I've mentioned before that I stop and pick up discarded / abandoned / unwanted things that people set out by the road. A couple of days ago, I ran across this item:
It looks like a lawnmower but it isn't. It's a Craftsman 247.770100 lawn vacuum. Basically, it's an gasoline powered outdoor vacuum cleaner. I doesn't just vacuum up leaves and other material on the ground, it also chips / shreds them. There is a built-in small branch chipping chute on the right side. The bag on the back is huge, and billows way out to hold a lot in operation. The bag is made of some kind of very heavy felt material.
Most of us have an assortment of loose acquaintances that pop up in our lives occasionally. Not exactly friends, but people we know from one connection or other. One such person I kinda /sorta know had this thing sitting in front of his house. He has a regular table of free stuff he sets out and this machine was sitting with that stuff. I stopped and we talked a while and I decided to take this thing. He'd never run it; someone else had given it to him as a project. It had been sitting outside his place under a pine tree; it still had a healthy layer of pine litter on top of it when I first saw it.
When I got it home, I checked the engine oil, it was off the stick so I installed some. Then I checked the fuel tank, which was dry, so I added some. I removed the spark plug and shot of few squirts of engine oil into the combustion chamber to restore compression. I removed the dirty air filter and shot a bit of engine quick start into the carb. It didn't want to fire. I had the bag off. Then I noticed that there is a safety cut-out switch that grounds the coil when the bag is off. So I put a wire in place to hold the switch down, then after a few pulls the engine started up in a cloud of smoke. Which cleared right up after a minute or so.
Today was the trial run. Autumn is a very good time to have a machine such as this. First, I took it for a spin on my paved driveway, which I normally just blow off. But this thing picks it all up. It's adjustable as to height, and it worked like a charm. Then I raised the adjustment a couple of notches and took it off road to vacuum up some maple leaves, where it also did a fine job.
I'm not sure what vintage this machine is, but I think it's about 25 years old. It's got a Tecumseh 4.5 HP engine which now starts cold on the first pull. With the throttle lever in the correct position, it will start hot on the first pull. Oh, and that Tecumseh engine is pretty thirsty. My only complaint about this machine is that the fuel tank should be about twice as large.
It looks like a lawnmower but it isn't. It's a Craftsman 247.770100 lawn vacuum. Basically, it's an gasoline powered outdoor vacuum cleaner. I doesn't just vacuum up leaves and other material on the ground, it also chips / shreds them. There is a built-in small branch chipping chute on the right side. The bag on the back is huge, and billows way out to hold a lot in operation. The bag is made of some kind of very heavy felt material.
Most of us have an assortment of loose acquaintances that pop up in our lives occasionally. Not exactly friends, but people we know from one connection or other. One such person I kinda /sorta know had this thing sitting in front of his house. He has a regular table of free stuff he sets out and this machine was sitting with that stuff. I stopped and we talked a while and I decided to take this thing. He'd never run it; someone else had given it to him as a project. It had been sitting outside his place under a pine tree; it still had a healthy layer of pine litter on top of it when I first saw it.
When I got it home, I checked the engine oil, it was off the stick so I installed some. Then I checked the fuel tank, which was dry, so I added some. I removed the spark plug and shot of few squirts of engine oil into the combustion chamber to restore compression. I removed the dirty air filter and shot a bit of engine quick start into the carb. It didn't want to fire. I had the bag off. Then I noticed that there is a safety cut-out switch that grounds the coil when the bag is off. So I put a wire in place to hold the switch down, then after a few pulls the engine started up in a cloud of smoke. Which cleared right up after a minute or so.
Today was the trial run. Autumn is a very good time to have a machine such as this. First, I took it for a spin on my paved driveway, which I normally just blow off. But this thing picks it all up. It's adjustable as to height, and it worked like a charm. Then I raised the adjustment a couple of notches and took it off road to vacuum up some maple leaves, where it also did a fine job.
I'm not sure what vintage this machine is, but I think it's about 25 years old. It's got a Tecumseh 4.5 HP engine which now starts cold on the first pull. With the throttle lever in the correct position, it will start hot on the first pull. Oh, and that Tecumseh engine is pretty thirsty. My only complaint about this machine is that the fuel tank should be about twice as large.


→ **Exercise description**: Report only how many lines of the entries below contain the string "Table".

→ **Data supplied**:
|---|
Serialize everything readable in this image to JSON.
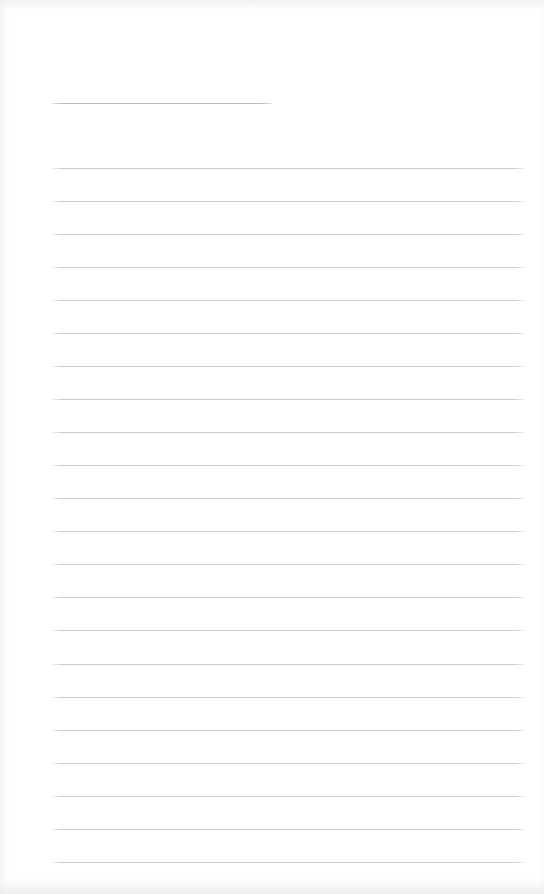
{
  "document": {
    "kind": "scanned-blank-ruled-page",
    "title_line_label": "",
    "body_text": "",
    "page_width": 544,
    "page_height": 894,
    "background_color": "#ffffff",
    "rule_color": "#c9c9cc",
    "header_rule_color": "#bdbdc1"
  },
  "header_rule": {
    "name": "title-rule",
    "x": 52,
    "y": 103,
    "width": 220,
    "value": ""
  },
  "body_rules": {
    "left": 53,
    "right": 524,
    "width": 471,
    "first_y": 168,
    "spacing": 33.05,
    "count": 22,
    "lines": [
      {
        "index": 1,
        "y": 168,
        "value": ""
      },
      {
        "index": 2,
        "y": 201,
        "value": ""
      },
      {
        "index": 3,
        "y": 234,
        "value": ""
      },
      {
        "index": 4,
        "y": 267,
        "value": ""
      },
      {
        "index": 5,
        "y": 300,
        "value": ""
      },
      {
        "index": 6,
        "y": 333,
        "value": ""
      },
      {
        "index": 7,
        "y": 366,
        "value": ""
      },
      {
        "index": 8,
        "y": 399,
        "value": ""
      },
      {
        "index": 9,
        "y": 432,
        "value": ""
      },
      {
        "index": 10,
        "y": 465,
        "value": ""
      },
      {
        "index": 11,
        "y": 498,
        "value": ""
      },
      {
        "index": 12,
        "y": 531,
        "value": ""
      },
      {
        "index": 13,
        "y": 564,
        "value": ""
      },
      {
        "index": 14,
        "y": 597,
        "value": ""
      },
      {
        "index": 15,
        "y": 630,
        "value": ""
      },
      {
        "index": 16,
        "y": 664,
        "value": ""
      },
      {
        "index": 17,
        "y": 697,
        "value": ""
      },
      {
        "index": 18,
        "y": 730,
        "value": ""
      },
      {
        "index": 19,
        "y": 763,
        "value": ""
      },
      {
        "index": 20,
        "y": 796,
        "value": ""
      },
      {
        "index": 21,
        "y": 829,
        "value": ""
      },
      {
        "index": 22,
        "y": 862,
        "value": ""
      }
    ]
  }
}
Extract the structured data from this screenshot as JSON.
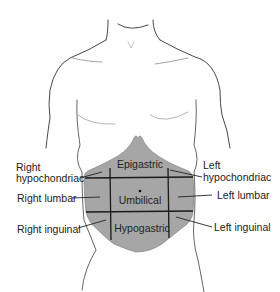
{
  "diagram": {
    "type": "anatomical",
    "shade_color": "#a6a6a6",
    "line_color": "#1a1a1a",
    "regions": {
      "epigastric": "Epigastric",
      "umbilical": "Umbilical",
      "hypogastric": "Hypogastric"
    },
    "labels": {
      "right_hypochondriac_1": "Right",
      "right_hypochondriac_2": "hypochondriac",
      "right_lumbar": "Right lumbar",
      "right_inguinal": "Right inguinal",
      "left_hypochondriac_1": "Left",
      "left_hypochondriac_2": "hypochondriac",
      "left_lumbar": "Left lumbar",
      "left_inguinal": "Left inguinal"
    }
  }
}
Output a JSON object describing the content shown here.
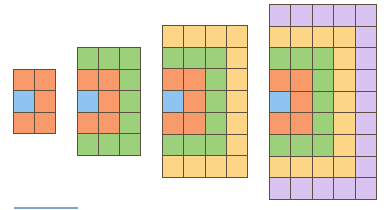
{
  "figure": {
    "colors": {
      "B": "#8fc3f2",
      "O": "#f89a6a",
      "G": "#9dd07a",
      "Y": "#fdd587",
      "P": "#d9c3f0",
      "border": "#5e5040"
    },
    "grids": [
      {
        "name": "grid-1",
        "cols": 2,
        "rows": 3,
        "x": 13,
        "y": 69,
        "w": 43,
        "h": 65,
        "cells": [
          "OO",
          "BO",
          "OO"
        ]
      },
      {
        "name": "grid-2",
        "cols": 3,
        "rows": 5,
        "x": 77,
        "y": 47,
        "w": 64,
        "h": 109,
        "cells": [
          "GGG",
          "OOG",
          "BOG",
          "OOG",
          "GGG"
        ]
      },
      {
        "name": "grid-3",
        "cols": 4,
        "rows": 7,
        "x": 162,
        "y": 25,
        "w": 86,
        "h": 153,
        "cells": [
          "YYYY",
          "GGGY",
          "OOGY",
          "BOGY",
          "OOGY",
          "GGGY",
          "YYYY"
        ]
      },
      {
        "name": "grid-4",
        "cols": 5,
        "rows": 9,
        "x": 269,
        "y": 4,
        "w": 108,
        "h": 196,
        "cells": [
          "PPPPP",
          "YYYYP",
          "GGGYP",
          "OOGYP",
          "BOGYP",
          "OOGYP",
          "GGGYP",
          "YYYYP",
          "PPPPP"
        ]
      }
    ]
  }
}
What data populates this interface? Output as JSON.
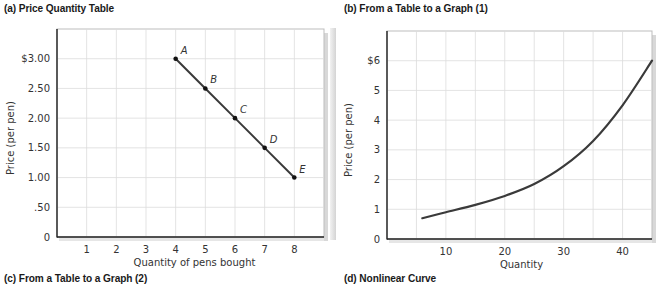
{
  "captions": {
    "a": "(a)  Price Quantity Table",
    "b": "(b)  From a Table to a Graph (1)",
    "c": "(c)  From a Table to a Graph (2)",
    "d": "(d)  Nonlinear Curve"
  },
  "colors": {
    "line": "#3a3a3a",
    "grid": "#dcdcdc",
    "axis": "#222222",
    "frame": "#bdbdbd"
  },
  "chart_data": [
    {
      "type": "line",
      "title": "",
      "xlabel": "Quantity of pens bought",
      "ylabel": "Price (per pen)",
      "x_ticks": [
        "1",
        "2",
        "3",
        "4",
        "5",
        "6",
        "7",
        "8"
      ],
      "y_ticks": [
        "0",
        ".50",
        "1.00",
        "1.50",
        "2.00",
        "2.50",
        "$3.00"
      ],
      "xlim": [
        0,
        9
      ],
      "ylim": [
        0,
        3.5
      ],
      "grid": true,
      "points": [
        {
          "label": "A",
          "x": 4,
          "y": 3.0
        },
        {
          "label": "B",
          "x": 5,
          "y": 2.5
        },
        {
          "label": "C",
          "x": 6,
          "y": 2.0
        },
        {
          "label": "D",
          "x": 7,
          "y": 1.5
        },
        {
          "label": "E",
          "x": 8,
          "y": 1.0
        }
      ]
    },
    {
      "type": "line",
      "title": "",
      "xlabel": "Quantity",
      "ylabel": "Price (per pen)",
      "x_ticks": [
        "10",
        "20",
        "30",
        "40"
      ],
      "y_ticks": [
        "0",
        "1",
        "2",
        "3",
        "4",
        "5",
        "$6"
      ],
      "xlim": [
        0,
        45
      ],
      "ylim": [
        0,
        7
      ],
      "grid": true,
      "x": [
        6,
        10,
        15,
        20,
        25,
        30,
        35,
        40,
        45
      ],
      "values": [
        0.7,
        0.9,
        1.15,
        1.45,
        1.85,
        2.45,
        3.3,
        4.5,
        6.0
      ]
    }
  ]
}
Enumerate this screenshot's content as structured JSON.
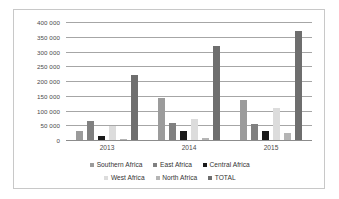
{
  "chart_data": {
    "type": "bar",
    "title": "",
    "subtitle": "",
    "xlabel": "",
    "ylabel": "",
    "categories": [
      "2013",
      "2014",
      "2015"
    ],
    "ylim": [
      0,
      400000
    ],
    "y_ticks": [
      0,
      50000,
      100000,
      150000,
      200000,
      250000,
      300000,
      350000,
      400000
    ],
    "y_tick_labels": [
      "0",
      "50 000",
      "100 000",
      "150 000",
      "200 000",
      "250 000",
      "300 000",
      "350 000",
      "400 000"
    ],
    "grid": true,
    "legend_position": "bottom",
    "series": [
      {
        "name": "Southern Africa",
        "color": "#9b9b9b",
        "values": [
          30000,
          142000,
          136000
        ]
      },
      {
        "name": "East Africa",
        "color": "#808080",
        "values": [
          65000,
          57000,
          54000
        ]
      },
      {
        "name": "Central Africa",
        "color": "#1a1a1a",
        "values": [
          14000,
          29000,
          31000
        ]
      },
      {
        "name": "West Africa",
        "color": "#dcdcdc",
        "values": [
          47000,
          70000,
          108000
        ]
      },
      {
        "name": "North Africa",
        "color": "#b5b5b5",
        "values": [
          5000,
          6000,
          23000
        ]
      },
      {
        "name": "TOTAL",
        "color": "#6e6e6e",
        "values": [
          220000,
          320000,
          370000
        ]
      }
    ]
  },
  "legend": {
    "rows": [
      [
        {
          "label": "Southern Africa",
          "swatch": "#9b9b9b"
        },
        {
          "label": "East Africa",
          "swatch": "#808080"
        },
        {
          "label": "Central Africa",
          "swatch": "#1a1a1a"
        }
      ],
      [
        {
          "label": "West Africa",
          "swatch": "#dcdcdc"
        },
        {
          "label": "North Africa",
          "swatch": "#b5b5b5"
        },
        {
          "label": "TOTAL",
          "swatch": "#6e6e6e"
        }
      ]
    ]
  }
}
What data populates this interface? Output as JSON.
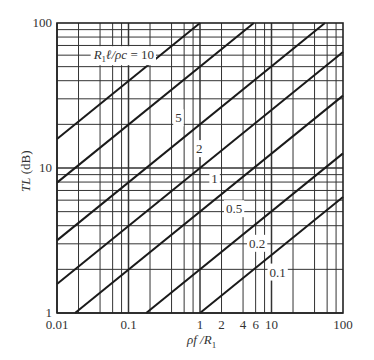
{
  "chart_data": {
    "type": "line",
    "title": "",
    "xlabel": "ρf / R₁",
    "ylabel": "TL (dB)",
    "xscale": "log",
    "yscale": "log",
    "xlim": [
      0.01,
      100
    ],
    "ylim": [
      1,
      100
    ],
    "grid": true,
    "x_tick_labels": [
      "0.01",
      "0.1",
      "1",
      "2",
      "4",
      "6",
      "10",
      "100"
    ],
    "x_tick_values": [
      0.01,
      0.1,
      1,
      2,
      4,
      6,
      10,
      100
    ],
    "y_tick_labels": [
      "1",
      "10",
      "100"
    ],
    "y_tick_values": [
      1,
      10,
      100
    ],
    "x_minor_grid_per_decade": [
      1,
      2,
      4,
      6,
      8
    ],
    "y_minor_grid_per_decade": [
      1,
      2,
      3,
      4,
      5,
      6,
      7,
      8,
      9
    ],
    "parameter_name": "R₁ℓ/ρc",
    "series": [
      {
        "name": "R₁ℓ/ρc = 10",
        "param": 10,
        "label": "R₁ℓ/ρc = 10",
        "label_pos": [
          0.086,
          60
        ],
        "x": [
          0.01,
          0.19
        ],
        "values": [
          16,
          52
        ]
      },
      {
        "name": "5",
        "param": 5,
        "label": "5",
        "label_pos": [
          0.5,
          22
        ],
        "x": [
          0.01,
          1.2
        ],
        "values": [
          8,
          54
        ]
      },
      {
        "name": "2",
        "param": 2,
        "label": "2",
        "label_pos": [
          0.98,
          13.5
        ],
        "x": [
          0.01,
          10.7
        ],
        "values": [
          3.2,
          51
        ]
      },
      {
        "name": "1",
        "param": 1,
        "label": "1",
        "label_pos": [
          1.6,
          8.4
        ],
        "x": [
          0.01,
          100
        ],
        "values": [
          1.6,
          63
        ]
      },
      {
        "name": "0.5",
        "param": 0.5,
        "label": "0.5",
        "label_pos": [
          3.0,
          5.2
        ],
        "x": [
          0.019,
          100
        ],
        "values": [
          1,
          32
        ]
      },
      {
        "name": "0.2",
        "param": 0.2,
        "label": "0.2",
        "label_pos": [
          6.3,
          3.0
        ],
        "x": [
          0.18,
          100
        ],
        "values": [
          1,
          13
        ]
      },
      {
        "name": "0.1",
        "param": 0.1,
        "label": "0.1",
        "label_pos": [
          12.2,
          1.9
        ],
        "x": [
          1,
          100
        ],
        "values": [
          1,
          6.3
        ]
      }
    ],
    "model": "TL ≈ 10 · (R₁ℓ/ρc) · (ρf/R₁)^0.4"
  },
  "axes": {
    "xlabel_parts": {
      "pre": "ρf /R",
      "sub": "1"
    },
    "ylabel_parts": {
      "italic": "TL",
      "rest": " (dB)"
    },
    "legend_title_parts": {
      "a": "R",
      "sub": "1",
      "b": "ℓ/ρc = 10"
    }
  }
}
|---|
→ **Result**: 3